From its earliest appearance in the Pugillus Facetiarum (Strasbourg, 1608,1618) the motif was taken up by the album amicorum painters and endured as an independent engraved sheet into the 18C

Three young men try their luck at bowling for the first prize woman. The ladies declare themselves (?) (from left to right) “Rich and old”, “Bad-tempered [but] shapely” (she brandishes a rod with which to beat her man!), and “I keep myself decent/honourable”. The young man who has just bowled is very pleased with the skittle he has hit: “you’re right, the luck was mine, I’ve hit the right one”. The man who bowled first holds his hand to his head and announces despairingly, “O save me from old ones!”, while the who has yet to bowl exclaims, “Devil take it! I’m left with the bad-tempered one!”
Unusually, we have two painted album copies which date from the year following the publication — one of them from an album kept by a young woman.

In the example below the painter has improved on the model by showing all three men as having bowled, and by numbering both bowlers and ‘skittles’ to make clear who has ‘won’ whom!

A signficantly altered version:

Msc. Hist. 176, f.106r.
In Johann Hensel’s album there is just one bowler this time, but he seems to have hit the right ‘skittle’ as the French inscription above reads “Luck favourable to my desires”.

A late example, dated 1680, appears on an orphaned leaf preserved in Berlin. The fisherman with the naked woman in the lobster-pot/Reuse in the background is another Pugillus-derived motif — see my post, Woman as bait in eel-/lobster-pot. Below the image are the title, Freyer-Kegel-Spiel [Wooers’ Skittle Game], and 8 lines of verse keyed to the numbers on the painting:
- Das ist zwar reich, doch alt gestalt:
- Hatt ich das Geld und sie war kalt.
- Die bellt und beisst, der Balg nur pralt:
- Sie macht mich vor dem Altar alt.
- Hier Tugend wohnt und Wohlgestalt:
- Da treff ich recht, Gott sie erhalt.
- Nun wohlgefischt. Ich hab’s erwischt.

later prints

In this print, engraved and published by Abraham Aubry in Frankfurt in the 1660s, the original composition is adapted and extended to include now 5 types of women. A later copy was issued in Nurnberg by Johann Hofmann


A French version (?1660s) is faithful to the original model, merely updating the costume. It is entitled Le Hazard des Amans and bears the imprint line: A Paris Chez N. L’Armessin Rue St Iacques a la Pomme d Or.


**Problem statement:** Copy out all the lines of the data that hold the word "visible".

**Data records:**
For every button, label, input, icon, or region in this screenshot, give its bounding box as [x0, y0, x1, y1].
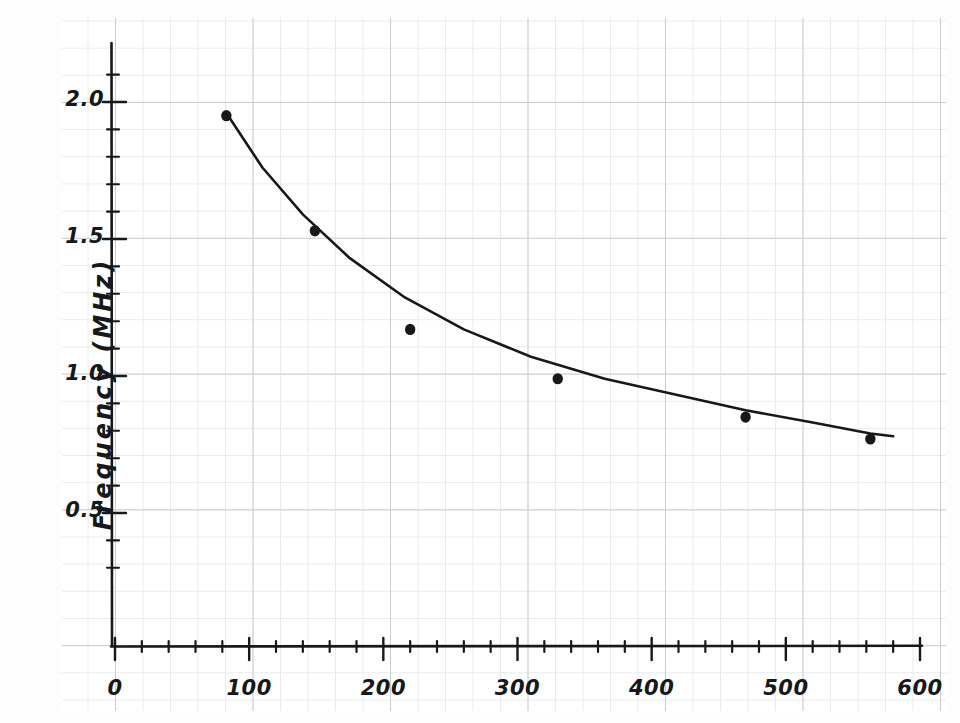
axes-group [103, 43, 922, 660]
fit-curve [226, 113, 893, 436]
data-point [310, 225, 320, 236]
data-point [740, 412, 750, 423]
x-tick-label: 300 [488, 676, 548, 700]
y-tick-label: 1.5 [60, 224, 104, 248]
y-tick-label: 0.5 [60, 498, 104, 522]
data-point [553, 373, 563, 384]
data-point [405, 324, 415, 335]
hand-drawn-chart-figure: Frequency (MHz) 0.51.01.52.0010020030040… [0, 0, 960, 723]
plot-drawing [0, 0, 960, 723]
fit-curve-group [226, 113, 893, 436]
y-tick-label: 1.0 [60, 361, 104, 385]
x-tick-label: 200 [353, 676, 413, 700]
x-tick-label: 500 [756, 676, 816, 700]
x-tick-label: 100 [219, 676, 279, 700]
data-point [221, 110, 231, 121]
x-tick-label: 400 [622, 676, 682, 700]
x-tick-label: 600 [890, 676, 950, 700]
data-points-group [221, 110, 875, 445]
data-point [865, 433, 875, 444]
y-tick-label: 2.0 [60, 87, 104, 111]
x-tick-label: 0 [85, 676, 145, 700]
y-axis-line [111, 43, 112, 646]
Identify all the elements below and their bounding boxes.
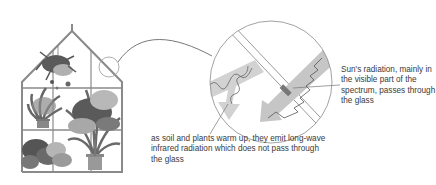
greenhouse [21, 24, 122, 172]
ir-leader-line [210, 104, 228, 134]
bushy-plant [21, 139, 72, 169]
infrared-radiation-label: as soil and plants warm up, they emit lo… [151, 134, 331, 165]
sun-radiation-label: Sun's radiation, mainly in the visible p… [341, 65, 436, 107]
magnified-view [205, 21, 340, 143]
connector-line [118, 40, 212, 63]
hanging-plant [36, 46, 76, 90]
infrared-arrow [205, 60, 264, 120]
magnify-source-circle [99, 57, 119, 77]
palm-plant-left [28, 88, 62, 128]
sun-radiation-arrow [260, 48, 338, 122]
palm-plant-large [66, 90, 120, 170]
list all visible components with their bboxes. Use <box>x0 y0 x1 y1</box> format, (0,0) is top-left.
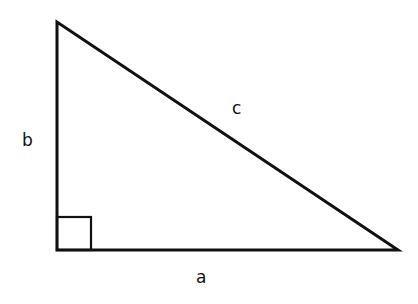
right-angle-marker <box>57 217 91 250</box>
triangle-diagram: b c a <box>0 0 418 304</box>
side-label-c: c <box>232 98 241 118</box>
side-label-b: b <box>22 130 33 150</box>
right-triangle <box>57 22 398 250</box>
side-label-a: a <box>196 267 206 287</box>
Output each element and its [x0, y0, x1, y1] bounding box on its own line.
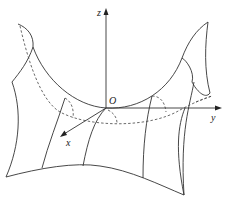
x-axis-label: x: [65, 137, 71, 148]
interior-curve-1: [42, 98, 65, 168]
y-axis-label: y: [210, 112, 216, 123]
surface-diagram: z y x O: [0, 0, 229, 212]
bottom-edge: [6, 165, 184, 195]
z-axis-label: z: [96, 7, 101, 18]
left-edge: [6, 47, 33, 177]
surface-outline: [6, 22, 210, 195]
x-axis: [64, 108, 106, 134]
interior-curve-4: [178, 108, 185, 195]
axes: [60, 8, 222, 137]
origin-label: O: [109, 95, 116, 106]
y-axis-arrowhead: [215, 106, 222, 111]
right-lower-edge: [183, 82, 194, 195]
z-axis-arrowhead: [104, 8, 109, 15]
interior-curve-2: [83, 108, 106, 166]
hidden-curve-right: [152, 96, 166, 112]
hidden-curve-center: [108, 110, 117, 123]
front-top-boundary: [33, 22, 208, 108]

==

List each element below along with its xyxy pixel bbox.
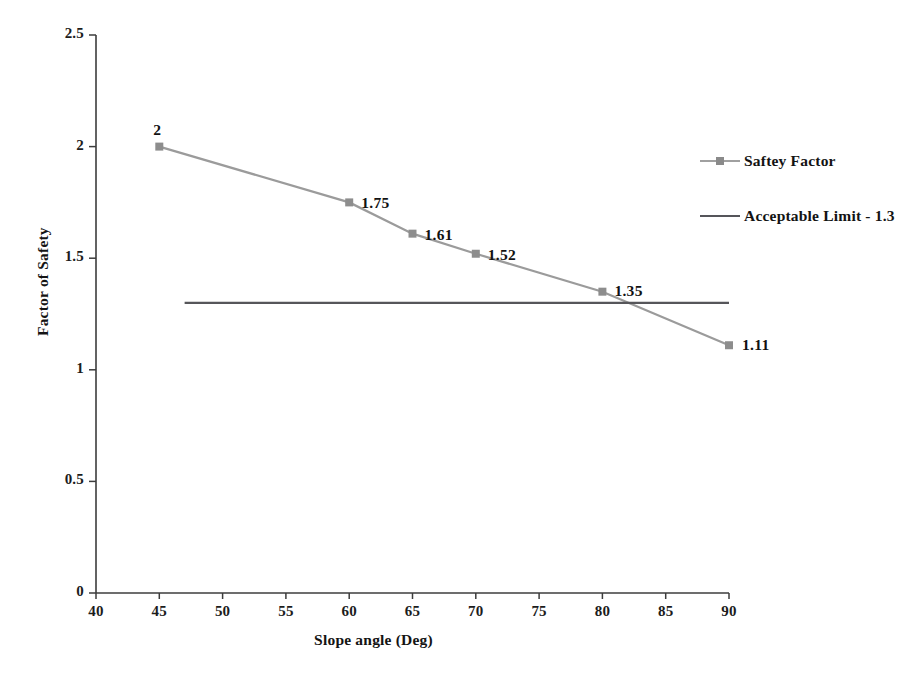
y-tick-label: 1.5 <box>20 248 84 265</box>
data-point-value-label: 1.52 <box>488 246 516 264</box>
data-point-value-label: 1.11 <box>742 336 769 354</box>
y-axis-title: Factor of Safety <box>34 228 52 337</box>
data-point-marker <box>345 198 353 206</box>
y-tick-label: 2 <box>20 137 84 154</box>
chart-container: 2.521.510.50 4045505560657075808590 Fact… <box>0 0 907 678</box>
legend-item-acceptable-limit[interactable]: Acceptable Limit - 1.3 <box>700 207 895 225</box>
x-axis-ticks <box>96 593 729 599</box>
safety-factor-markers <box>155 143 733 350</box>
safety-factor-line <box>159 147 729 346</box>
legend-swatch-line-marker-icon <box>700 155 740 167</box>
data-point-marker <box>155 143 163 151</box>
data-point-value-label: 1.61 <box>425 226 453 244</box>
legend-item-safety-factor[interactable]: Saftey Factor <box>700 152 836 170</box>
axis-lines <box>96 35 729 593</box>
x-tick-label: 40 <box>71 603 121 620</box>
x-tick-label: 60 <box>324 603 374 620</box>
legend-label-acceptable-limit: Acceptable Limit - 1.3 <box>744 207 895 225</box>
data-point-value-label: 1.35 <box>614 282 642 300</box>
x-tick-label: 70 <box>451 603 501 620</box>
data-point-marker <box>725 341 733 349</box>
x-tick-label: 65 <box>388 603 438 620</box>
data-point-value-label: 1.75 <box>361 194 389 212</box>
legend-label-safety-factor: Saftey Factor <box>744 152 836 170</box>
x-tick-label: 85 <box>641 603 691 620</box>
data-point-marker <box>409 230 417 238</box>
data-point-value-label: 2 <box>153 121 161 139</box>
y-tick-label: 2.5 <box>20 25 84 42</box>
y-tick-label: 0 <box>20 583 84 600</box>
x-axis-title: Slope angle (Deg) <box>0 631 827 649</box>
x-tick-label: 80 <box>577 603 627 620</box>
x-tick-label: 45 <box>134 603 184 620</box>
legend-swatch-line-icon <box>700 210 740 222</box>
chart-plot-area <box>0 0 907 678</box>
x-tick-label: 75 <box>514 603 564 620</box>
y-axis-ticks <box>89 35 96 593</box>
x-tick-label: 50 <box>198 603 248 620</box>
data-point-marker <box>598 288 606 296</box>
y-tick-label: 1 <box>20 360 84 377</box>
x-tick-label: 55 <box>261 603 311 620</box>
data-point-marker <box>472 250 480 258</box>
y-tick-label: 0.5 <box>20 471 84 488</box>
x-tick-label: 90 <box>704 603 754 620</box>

---

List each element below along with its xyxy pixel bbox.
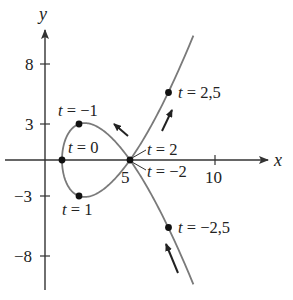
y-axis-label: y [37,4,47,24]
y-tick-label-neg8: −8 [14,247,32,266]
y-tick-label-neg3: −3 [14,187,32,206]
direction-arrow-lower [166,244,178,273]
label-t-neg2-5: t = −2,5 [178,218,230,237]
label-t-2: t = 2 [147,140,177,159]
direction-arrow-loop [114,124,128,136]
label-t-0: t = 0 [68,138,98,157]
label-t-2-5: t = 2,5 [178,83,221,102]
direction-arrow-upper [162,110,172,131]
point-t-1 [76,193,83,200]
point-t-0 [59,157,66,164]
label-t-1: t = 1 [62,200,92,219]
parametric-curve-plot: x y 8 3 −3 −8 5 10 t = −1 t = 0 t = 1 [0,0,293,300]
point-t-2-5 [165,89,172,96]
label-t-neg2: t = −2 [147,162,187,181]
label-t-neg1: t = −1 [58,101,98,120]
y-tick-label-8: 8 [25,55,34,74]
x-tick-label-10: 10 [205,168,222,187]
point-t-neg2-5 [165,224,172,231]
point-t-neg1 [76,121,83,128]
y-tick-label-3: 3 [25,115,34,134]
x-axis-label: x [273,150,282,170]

**Answer area:**
sun-radiation-label: Sun's radiation, mainly in the visible p… [341, 65, 436, 107]
list all visible components with their bboxes. Use <box>x0 y0 x1 y1</box> format, (0,0) is top-left.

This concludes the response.